The enormous popularity of Notre Dame de Paris in France spurred creation of a virtual historical preservation movement. It stimulated Gothic revival architecture. In time, it led to sweeping renovations at Notre-Dame led by Eugène Viollet-le-Duc. Much of the Cathedral's present appearance, until today’s tragic fire, results from that renovation.

The bell-ringing, half-blind hunchback Quasimodo had become for Parisians “a courageous heart beneath a grotesque exterior.” He summoned them to look beneath the surface for the beauty beneath—but that, after all, is a watchword of the Romantic spirit.

As the Cathedral blazed earlier on Monday, the internet lit up with manifold comments and photographs from every distance and angle. One brief message said: “Notre Dame is burning and it feels like the end of the world.”

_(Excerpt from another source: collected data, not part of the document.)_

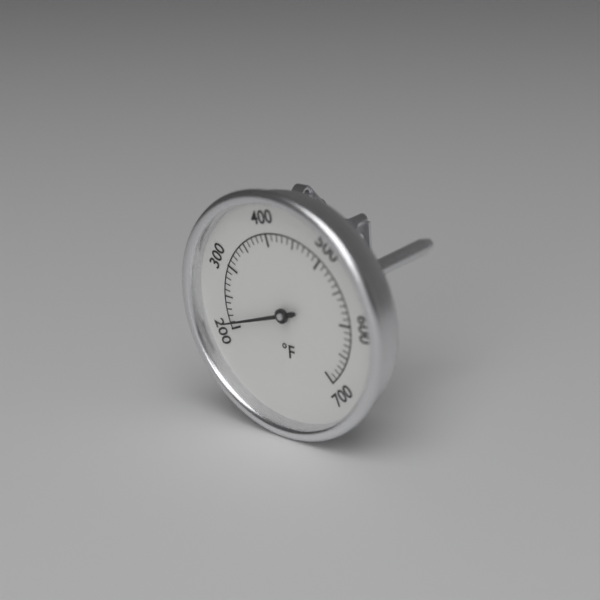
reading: 210 °F
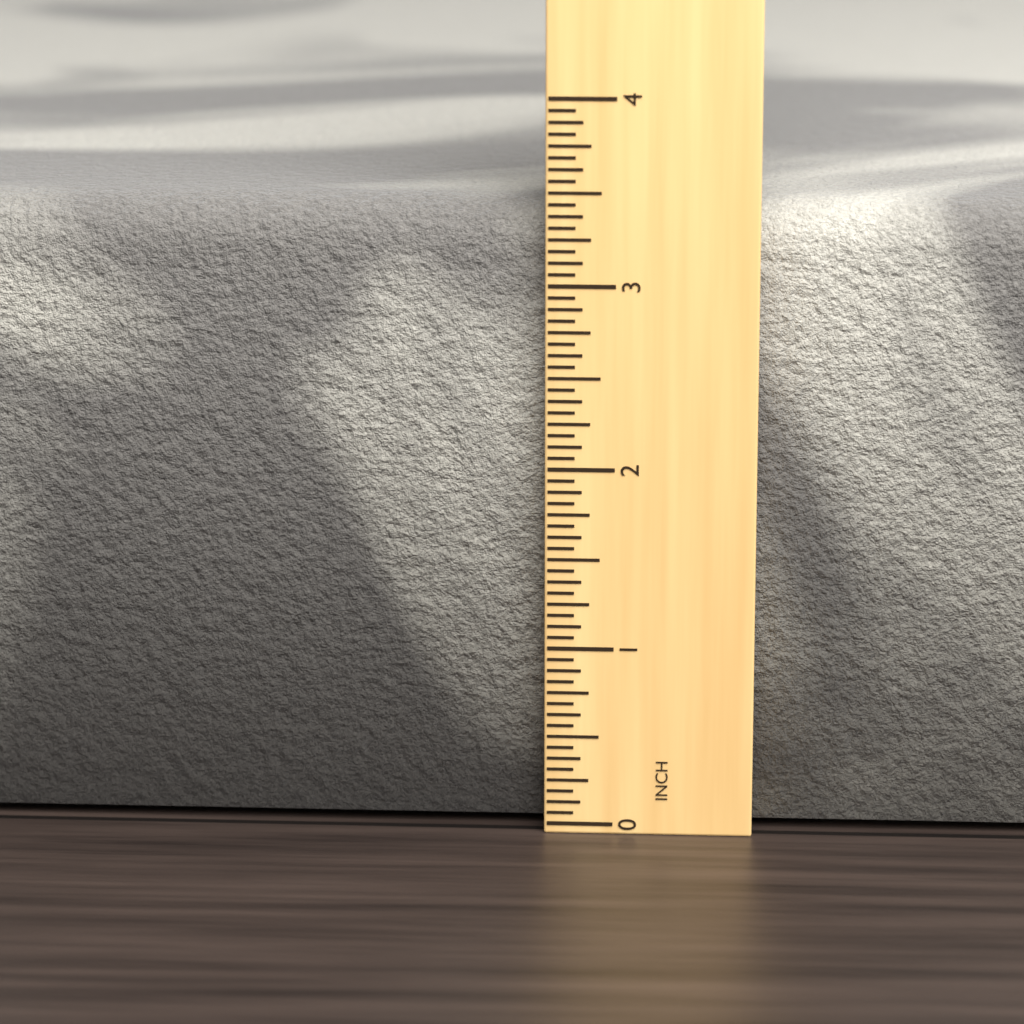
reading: 3.4375 in
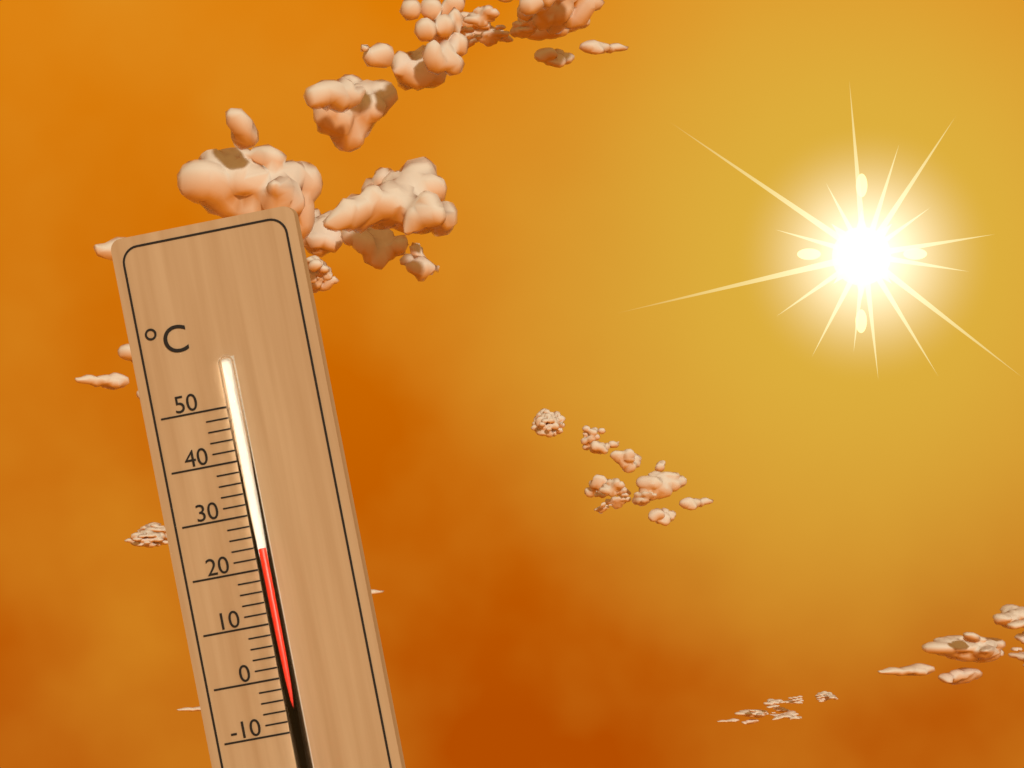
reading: 24 °C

Fatefully, perhaps, Hugo, too, wrote of Notre Dame burning. I will quote at length:

All eyes were raised to the top of the church. They beheld there an extraordinary sight. On the crest of the highest gallery, higher than the central rose window, there was a great flame rising between the two towers with whirlwinds of sparks, a vast, disordered, and furious flame, a tongue of which was borne into the smoke by the wind, from time to time. Below that fire, below the gloomy balustrade with its trefoils showing darkly against its glare, two spouts with monster throats were vomiting forth unceasingly that burning rain, whose silvery stream stood out against the shadows of the lower façade.

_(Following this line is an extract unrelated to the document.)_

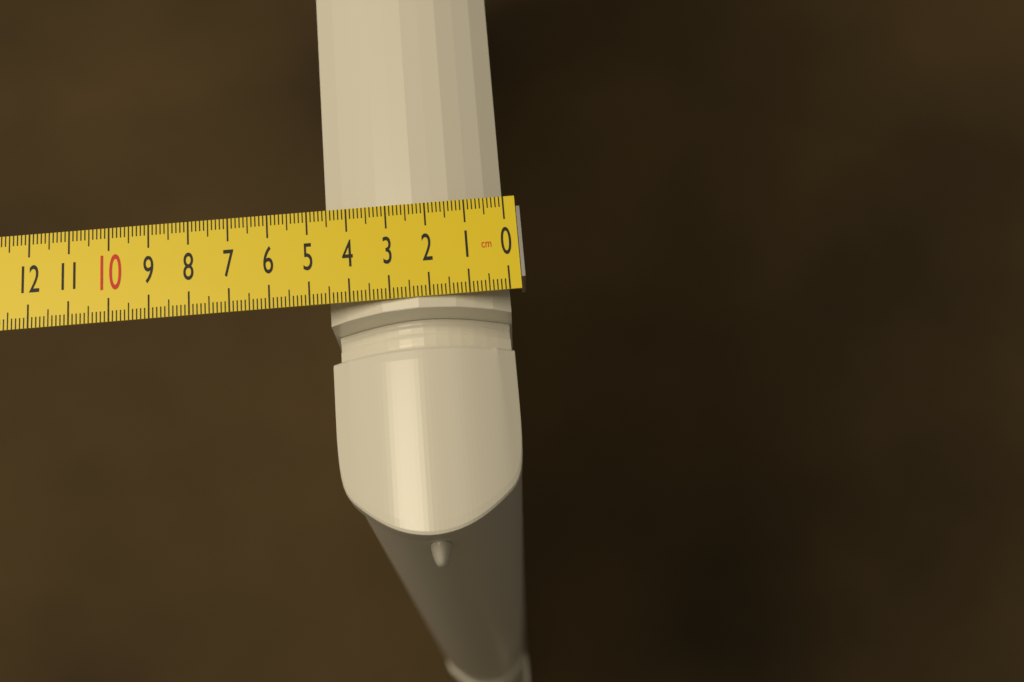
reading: 4.6 cm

As they approached the earth, these two jets of liquid lead spread out in sheaves, like water springing from the thousand holes of a watering-pot. Above the flame, the enormous towers, two sides of each of which were visible in sharp outline, the one wholly black, the other wholly red, seemed still more vast with all the immensity of the shadow which they cast even to the sky.

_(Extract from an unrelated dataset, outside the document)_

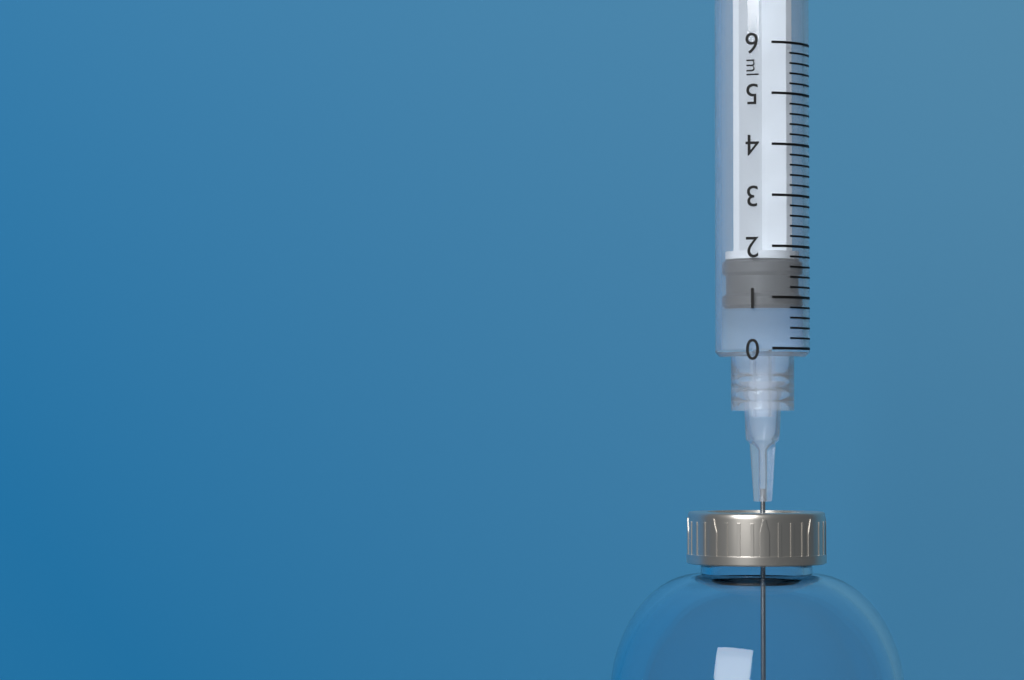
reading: 0.8 ml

Their innumerable sculptures of demons and dragons assumed a lugubrious aspect. The restless light of the flame made them move to the eye. There were griffins which had the air of laughing, gargoyles which one fancied one heard yelping, salamanders which puffed at the fire, tarasques which sneezed in the smoke. And among the monsters thus roused from their sleep of stone by this flame, by this noise, there was one who walked about, and who was seen, from time to time, to pass across the glowing face of the pile, like a bat in front of a candle.

Without doubt, this strange beacon light would awaken far away, the woodcutter of the hills of Bicêtre, terrified to behold the gigantic shadow of the towers of Notre-Dame quivering over his heaths.

Walter Donway

ABOUT THE AUTHOR:

Walter Donway

Walter Donway was a trustee of the Atlas Society from its founding until 2010. He launched the organization's first publication, "The IOS Journal," and contributed articles and poems to all later publications. He is the author of poetry collections, novels, and works of nonfiction, including his book, "Not Half Free: The Myth that America is Capitalist," with a foreword by David Kelley. He analyzed the philosophical meaning of the 2016 presidential election, and the import of Donald Trump's election, in his book "Donald Trump and His Enemies.: How the Media Put Trump in Office." He is an editor and regular contributor to an online magazine, "Savvy Street," that presents current events in the context of Objectivism. He lives in East Hampton, New York, with his wife, Robin Shepard.


Walter Donway
About the author:
Walter Donway

"Walter's latest book is How Philosophers Change Civilizations: The Age of Enlightenment."